## What needs to be done
Repeat word for word the lines starting at the one with "This screenshot has width=1216, height=684." and ending at the final line of the material, both ends included; omit pictures.

* * *

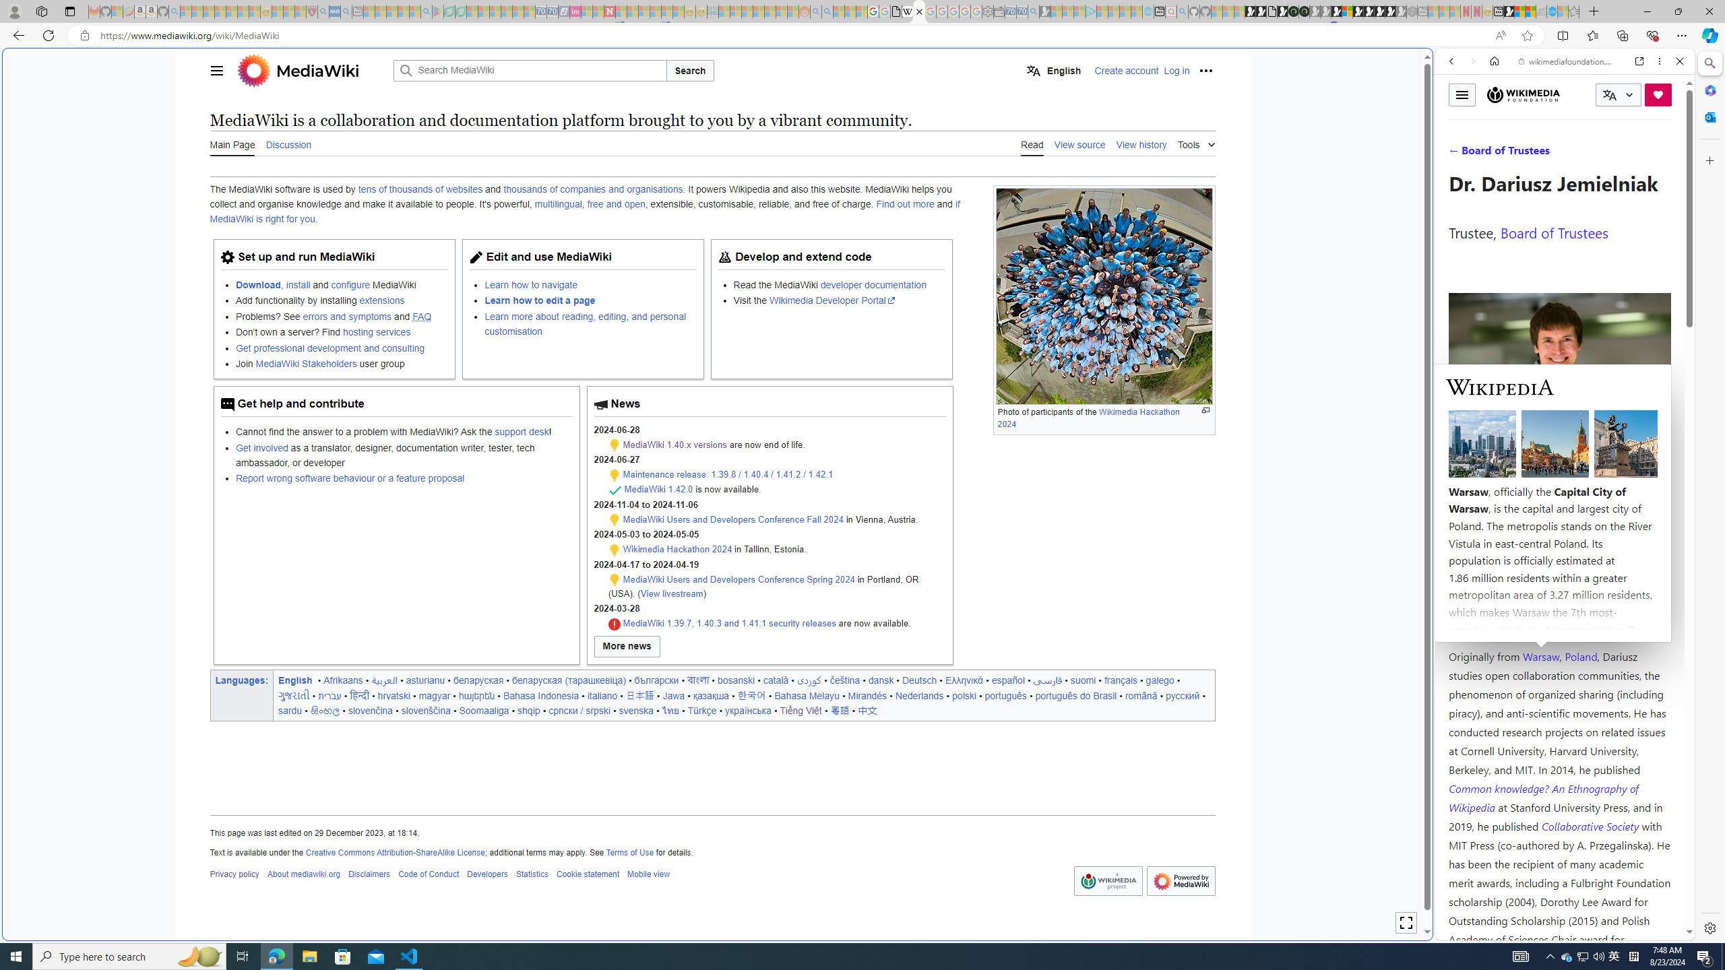 The height and width of the screenshot is (970, 1725). What do you see at coordinates (435, 695) in the screenshot?
I see `magyar` at bounding box center [435, 695].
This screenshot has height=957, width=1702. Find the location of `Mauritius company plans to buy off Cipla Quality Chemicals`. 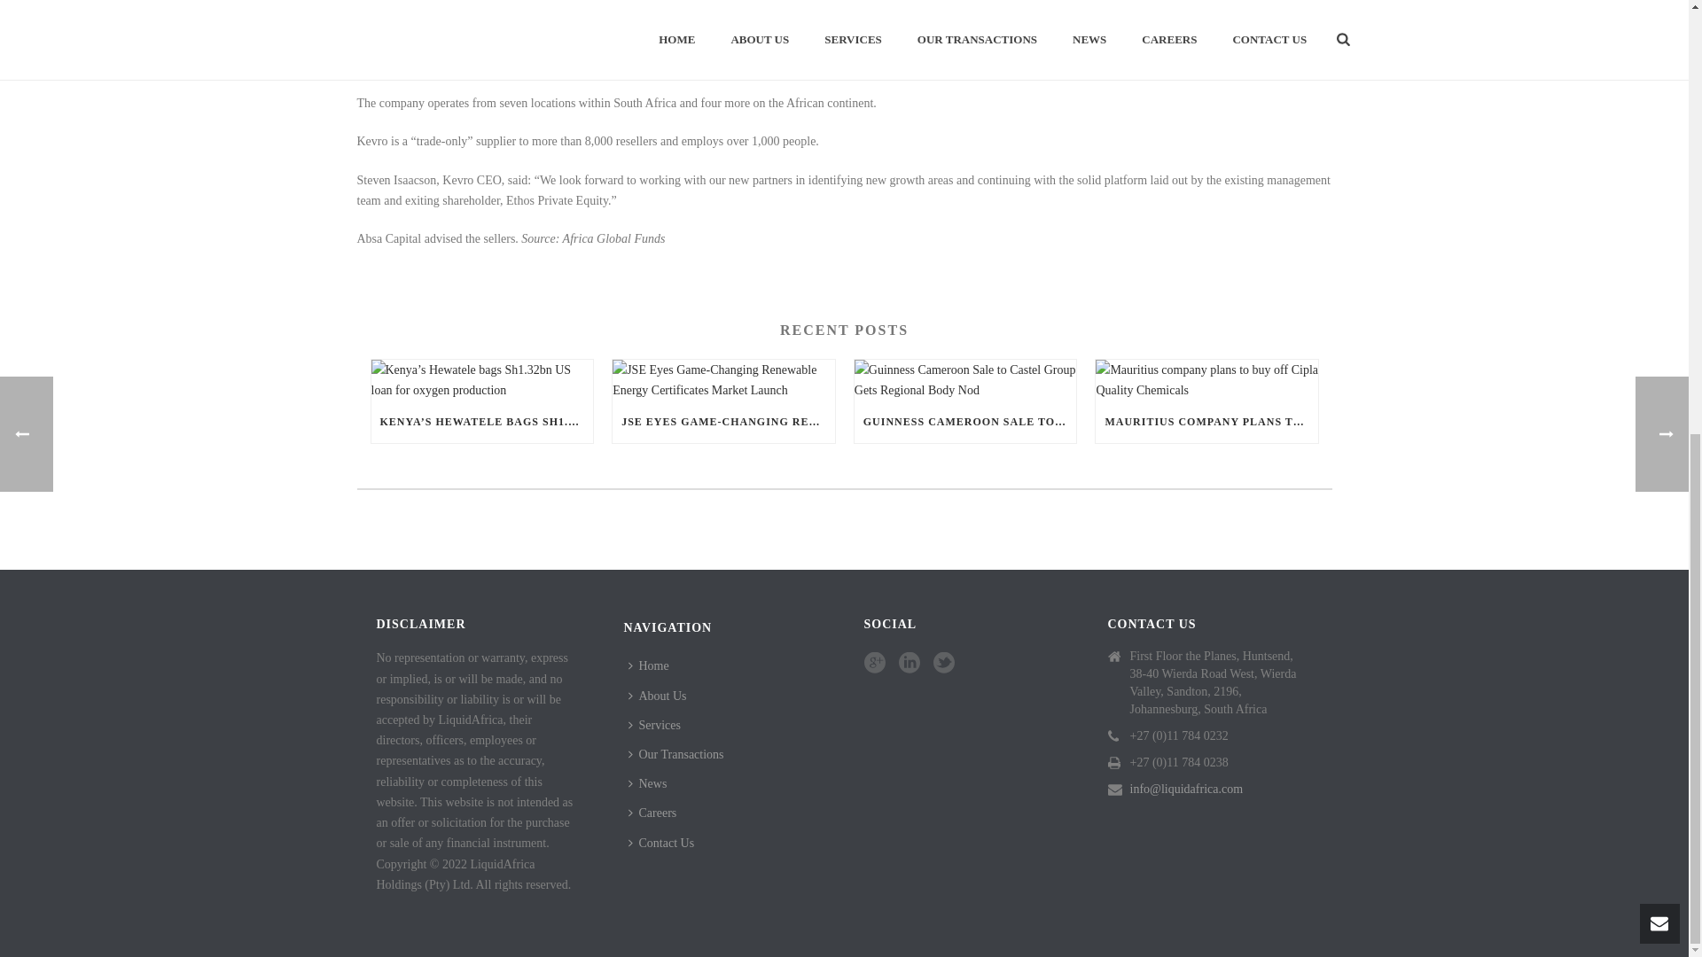

Mauritius company plans to buy off Cipla Quality Chemicals is located at coordinates (1206, 380).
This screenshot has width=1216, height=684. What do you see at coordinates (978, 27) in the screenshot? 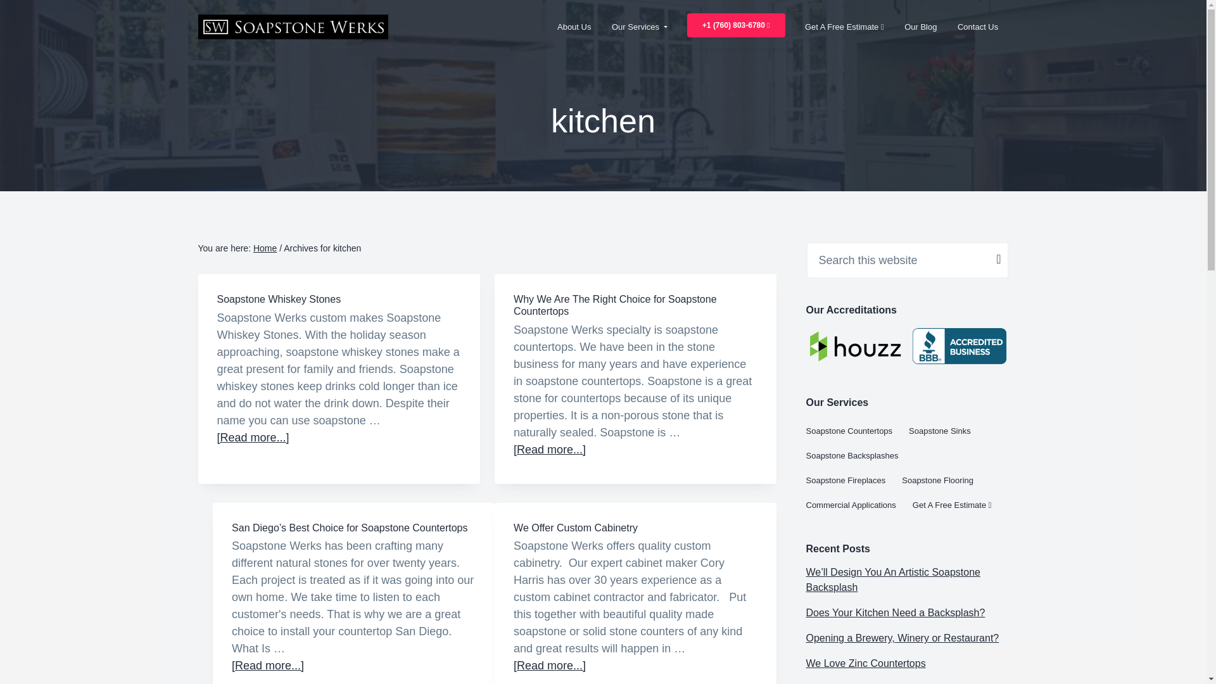
I see `Contact Us` at bounding box center [978, 27].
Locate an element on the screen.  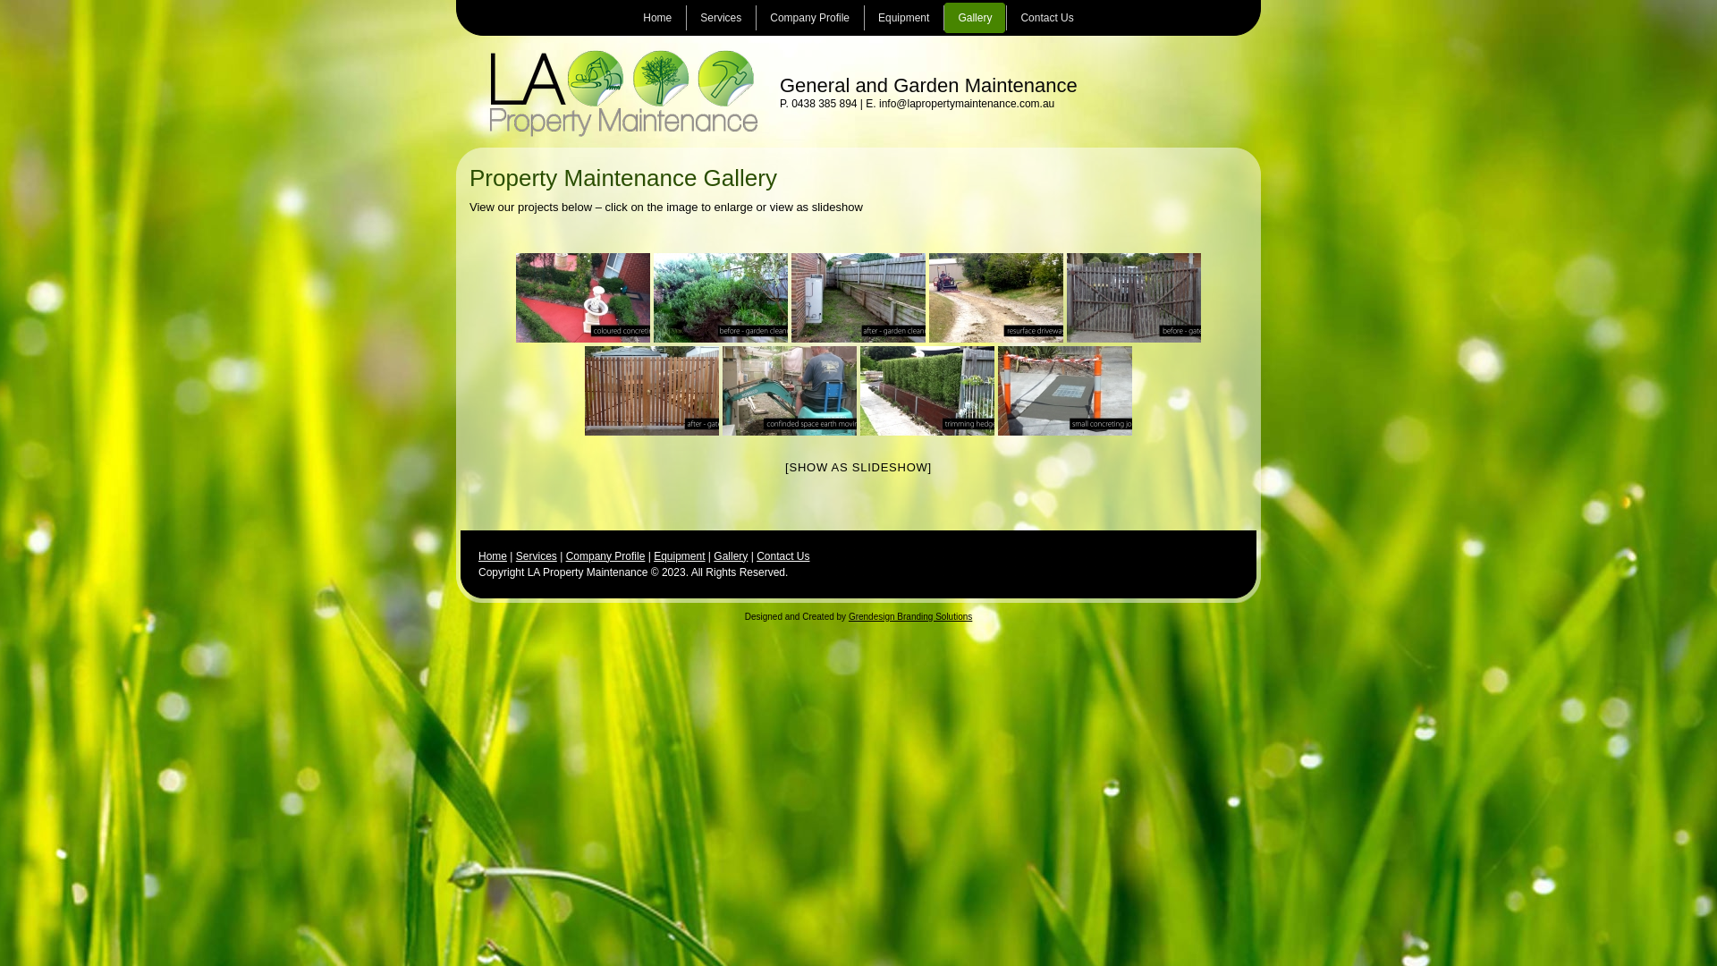
Equipment is located at coordinates (903, 18).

* * *

## Expected answer
This screenshot has width=1216, height=684. What do you see at coordinates (978, 27) in the screenshot? 
I see `Contact Us` at bounding box center [978, 27].
Locate an element on the screen.  
Equipment is located at coordinates (903, 18).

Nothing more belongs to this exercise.